How to Pay Off Your Mortgage in 15 Years Instead of 30

Cut your mortgage timeline in half with extra principal payments, refinancing, and strategic budgeting decisions.

  1. Calculate what early payoff actually costs you. Compare your mortgage interest rate to what you could earn investing that extra money instead. If your mortgage rate is 6.5% and stock market returns average 10% over 15 years, you might come out ahead investing. If your rate is 7.5% and you're risk-averse, paying off the mortgage wins.
  2. Secure your financial foundation first. Build a 3-6 month emergency fund and max out any employer 401(k) match before attacking your mortgage. These come first because they're either guaranteed returns (the match) or essential safety nets. Don't become house-rich and cash-poor.
  3. Choose between refinancing and extra payments. Refinancing to a 15-year mortgage forces the timeline and usually gets you a rate 0.25-0.75% lower than 30-year loans. Making extra principal payments on your current loan gives you flexibility to stop if money gets tight. Run both scenarios with your current rate and closing costs.
  4. Pick your extra payment strategy. Add one extra principal payment per year (divide your principal payment by 12 and add that monthly), or round up your payment to the nearest $50-100. On a $350,000 loan at 6.5%, an extra $200/month cuts about 8 years off your timeline and saves $140,000 in interest.
  5. Automate the process and track progress. Set up automatic extra principal payments so you don't have to think about it. Check your loan balance annually and recalculate your payoff date — seeing the timeline shrink keeps you motivated. Most lenders provide amortization schedules showing exactly when you'll be done.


-- Work to complete --
Pictures stay out of your copy, but everything else in the records below must be repeated exactly.

•••••

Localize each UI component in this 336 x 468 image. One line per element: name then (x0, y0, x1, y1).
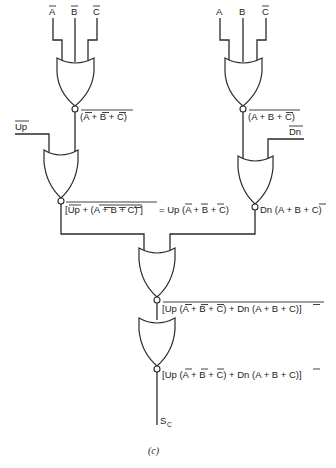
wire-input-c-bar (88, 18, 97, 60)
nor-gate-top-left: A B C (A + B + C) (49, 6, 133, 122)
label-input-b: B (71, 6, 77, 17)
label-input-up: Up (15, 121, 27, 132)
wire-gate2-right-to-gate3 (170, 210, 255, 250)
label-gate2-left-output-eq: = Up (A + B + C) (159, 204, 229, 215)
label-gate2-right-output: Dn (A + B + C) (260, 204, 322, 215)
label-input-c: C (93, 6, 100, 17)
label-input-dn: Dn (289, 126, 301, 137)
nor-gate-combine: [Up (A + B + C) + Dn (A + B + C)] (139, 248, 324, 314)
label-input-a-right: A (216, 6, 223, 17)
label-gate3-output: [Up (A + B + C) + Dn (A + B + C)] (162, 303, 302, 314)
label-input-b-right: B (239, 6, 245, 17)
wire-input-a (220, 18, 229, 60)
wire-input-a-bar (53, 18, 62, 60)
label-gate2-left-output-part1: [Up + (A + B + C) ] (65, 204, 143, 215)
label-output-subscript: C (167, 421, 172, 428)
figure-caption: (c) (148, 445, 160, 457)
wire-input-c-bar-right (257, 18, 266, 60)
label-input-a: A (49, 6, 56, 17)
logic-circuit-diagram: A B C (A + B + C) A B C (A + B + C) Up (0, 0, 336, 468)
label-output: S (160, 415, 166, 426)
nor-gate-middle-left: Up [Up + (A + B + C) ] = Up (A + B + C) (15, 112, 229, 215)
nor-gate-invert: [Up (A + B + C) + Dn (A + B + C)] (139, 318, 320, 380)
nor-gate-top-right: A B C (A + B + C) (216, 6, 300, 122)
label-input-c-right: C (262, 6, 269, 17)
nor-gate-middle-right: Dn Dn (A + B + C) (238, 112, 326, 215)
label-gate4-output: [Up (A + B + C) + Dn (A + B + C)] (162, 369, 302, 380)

•••••

-- Solution to this exercise --
Localize each UI component in this 336 x 468 image. One line per element: name then (x0, y0, x1, y1).
wire-input-c-bar (88, 18, 97, 60)
nor-gate-top-left: A B C (A + B + C) (49, 6, 133, 122)
label-input-b: B (71, 6, 77, 17)
label-input-up: Up (15, 121, 27, 132)
wire-gate2-right-to-gate3 (170, 210, 255, 250)
label-gate2-left-output-eq: = Up (A + B + C) (159, 204, 229, 215)
label-gate2-right-output: Dn (A + B + C) (260, 204, 322, 215)
label-input-c: C (93, 6, 100, 17)
label-input-dn: Dn (289, 126, 301, 137)
nor-gate-combine: [Up (A + B + C) + Dn (A + B + C)] (139, 248, 324, 314)
label-input-a-right: A (216, 6, 223, 17)
label-gate3-output: [Up (A + B + C) + Dn (A + B + C)] (162, 303, 302, 314)
label-input-b-right: B (239, 6, 245, 17)
wire-input-a (220, 18, 229, 60)
wire-input-a-bar (53, 18, 62, 60)
label-gate2-left-output-part1: [Up + (A + B + C) ] (65, 204, 143, 215)
label-output-subscript: C (167, 421, 172, 428)
figure-caption: (c) (148, 445, 160, 457)
wire-input-c-bar-right (257, 18, 266, 60)
label-input-a: A (49, 6, 56, 17)
logic-circuit-diagram: A B C (A + B + C) A B C (A + B + C) Up (0, 0, 336, 468)
label-output: S (160, 415, 166, 426)
nor-gate-middle-left: Up [Up + (A + B + C) ] = Up (A + B + C) (15, 112, 229, 215)
nor-gate-invert: [Up (A + B + C) + Dn (A + B + C)] (139, 318, 320, 380)
nor-gate-top-right: A B C (A + B + C) (216, 6, 300, 122)
label-input-c-right: C (262, 6, 269, 17)
nor-gate-middle-right: Dn Dn (A + B + C) (238, 112, 326, 215)
label-gate4-output: [Up (A + B + C) + Dn (A + B + C)] (162, 369, 302, 380)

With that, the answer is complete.